* _Task to complete_:
Exactly as written, transcribe each record below.

* _Dataset entries_:
::::

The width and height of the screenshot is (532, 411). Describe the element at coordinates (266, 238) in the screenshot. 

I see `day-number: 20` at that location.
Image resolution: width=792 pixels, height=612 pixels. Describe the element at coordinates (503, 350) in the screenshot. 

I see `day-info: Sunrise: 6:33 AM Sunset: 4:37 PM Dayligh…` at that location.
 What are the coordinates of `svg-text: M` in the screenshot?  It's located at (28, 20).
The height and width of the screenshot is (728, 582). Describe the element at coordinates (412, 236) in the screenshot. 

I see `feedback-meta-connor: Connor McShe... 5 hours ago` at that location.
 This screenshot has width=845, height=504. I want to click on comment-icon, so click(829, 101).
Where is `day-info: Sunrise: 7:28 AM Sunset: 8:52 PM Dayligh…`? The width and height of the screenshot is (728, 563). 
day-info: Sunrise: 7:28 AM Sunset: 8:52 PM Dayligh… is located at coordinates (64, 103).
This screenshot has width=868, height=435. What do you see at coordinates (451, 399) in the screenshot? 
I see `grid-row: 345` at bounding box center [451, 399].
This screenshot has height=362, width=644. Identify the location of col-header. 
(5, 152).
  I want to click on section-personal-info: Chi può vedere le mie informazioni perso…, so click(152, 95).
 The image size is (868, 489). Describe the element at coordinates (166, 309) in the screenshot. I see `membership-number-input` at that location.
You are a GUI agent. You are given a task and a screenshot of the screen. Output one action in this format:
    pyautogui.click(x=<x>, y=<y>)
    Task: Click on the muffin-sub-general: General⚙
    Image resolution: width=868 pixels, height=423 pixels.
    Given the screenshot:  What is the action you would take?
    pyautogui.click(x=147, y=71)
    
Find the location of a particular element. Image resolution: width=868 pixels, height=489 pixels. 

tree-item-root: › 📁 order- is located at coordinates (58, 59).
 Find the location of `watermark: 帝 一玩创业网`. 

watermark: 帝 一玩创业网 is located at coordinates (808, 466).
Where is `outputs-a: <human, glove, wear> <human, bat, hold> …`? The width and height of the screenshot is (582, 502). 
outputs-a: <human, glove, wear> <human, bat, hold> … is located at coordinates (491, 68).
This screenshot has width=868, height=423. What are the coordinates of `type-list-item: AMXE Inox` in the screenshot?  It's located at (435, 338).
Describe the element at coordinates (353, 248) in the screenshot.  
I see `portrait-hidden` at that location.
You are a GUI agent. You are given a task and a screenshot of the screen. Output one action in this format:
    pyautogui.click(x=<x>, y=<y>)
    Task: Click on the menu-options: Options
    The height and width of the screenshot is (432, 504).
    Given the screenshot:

::::

* _The completed task_:
The width and height of the screenshot is (532, 411). Describe the element at coordinates (266, 238) in the screenshot. 

I see `day-number: 20` at that location.
Image resolution: width=792 pixels, height=612 pixels. Describe the element at coordinates (503, 350) in the screenshot. 

I see `day-info: Sunrise: 6:33 AM Sunset: 4:37 PM Dayligh…` at that location.
 What are the coordinates of `svg-text: M` in the screenshot?  It's located at (28, 20).
The height and width of the screenshot is (728, 582). Describe the element at coordinates (412, 236) in the screenshot. 

I see `feedback-meta-connor: Connor McShe... 5 hours ago` at that location.
 This screenshot has width=845, height=504. I want to click on comment-icon, so click(829, 101).
Where is `day-info: Sunrise: 7:28 AM Sunset: 8:52 PM Dayligh…`? The width and height of the screenshot is (728, 563). 
day-info: Sunrise: 7:28 AM Sunset: 8:52 PM Dayligh… is located at coordinates (64, 103).
This screenshot has width=868, height=435. What do you see at coordinates (451, 399) in the screenshot? 
I see `grid-row: 345` at bounding box center [451, 399].
This screenshot has height=362, width=644. Identify the location of col-header. 
(5, 152).
  I want to click on section-personal-info: Chi può vedere le mie informazioni perso…, so click(152, 95).
 The image size is (868, 489). Describe the element at coordinates (166, 309) in the screenshot. I see `membership-number-input` at that location.
You are a GUI agent. You are given a task and a screenshot of the screen. Output one action in this format:
    pyautogui.click(x=<x>, y=<y>)
    Task: Click on the muffin-sub-general: General⚙
    Image resolution: width=868 pixels, height=423 pixels.
    Given the screenshot:  What is the action you would take?
    pyautogui.click(x=147, y=71)
    
Find the location of a particular element. Image resolution: width=868 pixels, height=489 pixels. 

tree-item-root: › 📁 order- is located at coordinates (58, 59).
 Find the location of `watermark: 帝 一玩创业网`. 

watermark: 帝 一玩创业网 is located at coordinates (808, 466).
Where is `outputs-a: <human, glove, wear> <human, bat, hold> …`? The width and height of the screenshot is (582, 502). 
outputs-a: <human, glove, wear> <human, bat, hold> … is located at coordinates (491, 68).
This screenshot has width=868, height=423. What are the coordinates of `type-list-item: AMXE Inox` in the screenshot?  It's located at (435, 338).
Describe the element at coordinates (353, 248) in the screenshot.  
I see `portrait-hidden` at that location.
You are a GUI agent. You are given a task and a screenshot of the screen. Output one action in this format:
    pyautogui.click(x=<x>, y=<y>)
    Task: Click on the menu-options: Options
    The height and width of the screenshot is (432, 504).
    Given the screenshot:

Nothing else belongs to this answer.